Fig 1.
Geometric comparison and properties of hyperbolic space.
(A) Comparison of geometric proximity between Euclidean and hyperbolic spaces. In Euclidean space, points A′ and B′ located on different branches of the diagram appear closer to each other, whereas in hyperbolic space, points A and B on different branches exhibit distances that more accurately reflect their hierarchical relationship. (B) Characteristics of hyperbolic space and its tangent plane. The diagram illustrates two lines, e1 and e2, passing through point c that never intersect, demonstrating the deviation from the fifth postulate of Euclidean geometry.
Table 1.
Comparison of MOHGCAA with related models.
Table 2.
The notation used in this work.
Fig 2.
Depictions of three hyperbolic graphical models: the Lorentz model, the Kälin model, and the Poincaré ball model.
Fig 3.
The operation maps data from Euclidean space to hyperbolic space, whereas the
operation maps data from hyperbolic space to its Euclidean tangent plane.
Fig 4.
Upon initialization of the data phase in hyperbolic space, it is projected into the tangent plane of its o-points via the function, and subsequent to the aggregation manipulate, it is implicitly re-mapped into the new hyperbolic space using the
function.
Fig 5.
The overall framework of this study: First, the data representation and its corresponding adjacency matrix are obtained.
Next, is mapped into hyperbolic space via the function, producing its hyperbolic representation. Then, the
function is applied to project onto its tangent space, yielding the representation
. On this basis, a multi-order graph convolution network is employed to derive the multi-order representation
. Subsequently, an attention-based network is used to generate the hyperbolic multi-order graph representation
. Finally, the convolution attention representation
is mapped into a new hyperbolic space through the
function, resulting in the hyperbolic representation
.
Fig 6.
The framework of the multi-order unsupervised hyperbolic graph convolution and aggregated attention for social event detection (MOUHGCAASED) model.
represents the obtained node feature,
signifies the augmented node feature of
,
and
indicate the hyperbolic feature following hyperbolic multi-order aggregation,
and
denote the Euclidean spatial feature, and
and
are the ultimate feature representations.
Fig 7.
The framework of the multi-order hyperbolic graph convolution and aggregated model for social event detection (MOHGCAASED) model.

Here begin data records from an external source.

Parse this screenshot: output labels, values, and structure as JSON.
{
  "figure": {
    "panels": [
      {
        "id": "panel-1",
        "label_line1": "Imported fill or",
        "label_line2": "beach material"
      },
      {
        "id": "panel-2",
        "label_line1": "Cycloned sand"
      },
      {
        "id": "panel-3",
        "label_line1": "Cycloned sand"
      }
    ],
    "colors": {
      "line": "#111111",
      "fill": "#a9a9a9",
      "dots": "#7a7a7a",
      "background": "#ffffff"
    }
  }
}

represents the node characteristics,
signifies hyperbolic features subsequent to hyperbolic multi aggregation,
indicates Euclidean space features following the logarithmic transformation, and
constitutes the ultimate feature representation.
Table 3.
The statistics of datasets.
Table 4.
Parameters of MOHGCAA in unsupervised settings.
Table 5.
Performance comparison of different models on various datasets.
Fig 8.
Different multi-orders and dimension of MOHGCAA in unsupervised settings.
Table 6.
Parameters of MOHGCAA in supervised settings.
Table 7.
Supervised performance on the Twitter dataset.
Fig 9.
Different multi-orders and dimension of MOHGCAA in supervised settings.
Fig 10.
Comparison of Euclidean and hyperbolic spaces in unsupervised and supervised settings.

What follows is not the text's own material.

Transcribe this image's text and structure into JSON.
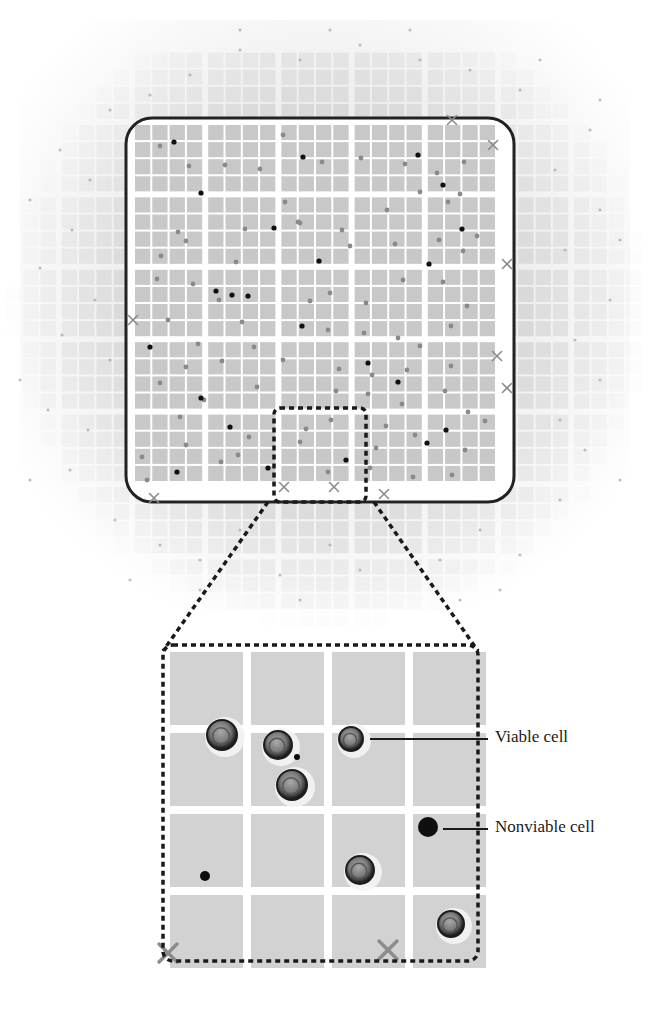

(a) Micro-F1 scores for Euclidean and hyperbolic spaces in the unsupervised scenario. (b) Macro-F1 scores for Euclidean and hyperbolic spaces in the unsupervised scenario. (c) Various metric scores for Euclidean and hyperbolic spaces in the supervised scenario.
Fig 11.
Comparison in different hyperbolic spaces in unsupervised and supervised settings.
(a) Micro-F1 scores in the unsupervised scenario. (b) Macro-F1 scores in the unsupervised scenario. (c) Various metric scores in the supervised scenario.